The Securities and Exchange Commission has charged a husband and wife team with fraud for selling charitable gift annuities that they used mostly as piggy-banks for themselves.

The SEC says that the Florida couple, Richard K. Olive and Susan L. Olive, scrounged up $75 million from some 450 investors, most of whom were elderly, in more than 30 states through the Tallahassee, Fla.-based charitable organization We The People Inc. Richard Olive is the company’s former chief of program services, and Susan Olive its former chief of finance and administration.

A charitable gift annuity like those sold by the couple generally allows a donor to give assets to a charity in exchange for a fixed-sum payout. According to the SEC, however, very little of the money raised by the Olives and We The People actually went to charities.

“The commission alleges that We The People—through the Olives—lured investors by making various false and misleading statements regarding, among other things, the value of the products sold and the safety and security of the investments.”

The agency says that We the People lured mostly elderly investors to shift assets such as equities, real estate, cash and annuities to the company in exchange for the gift annuities. The company represented itself as a non-profit but its primary purpose was issuing the annuity products, for which the Olives received substantial payments. Nor did the Olives tell investors they’d had other indictments and regulatory sanctions leveled against them for similar products, the SEC alleges.

In one instance, the company said it had given $21.8 million in relief aid to AIDS orphans in Zambia. But the SEC says We The People made only a small payment and others shipped the supplies.

The annuity products primarily helped the Olives and third-party consultants, says the agency, alleging that the couple took in some $1.1 million in salary and commissions and shifted investor funds to personal expenses.
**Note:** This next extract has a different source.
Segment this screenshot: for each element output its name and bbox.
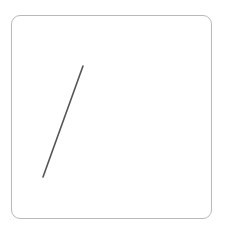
drawing-canvas-panel[interactable] (11, 15, 212, 219)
The SEC filed separate complaints today against We The People as well as the company’s in-house counsel William G. Reeves. (The company and Reeves agreed to settle the charges without admitting or denying the allegations.) The agency is seeking disgorgement of the gains by the Olives, as well as financial penalties against the couple. The complaint charges them with violations of the antifraud provisions of federal securities laws, as well as securities and broker-dealer registration provisions.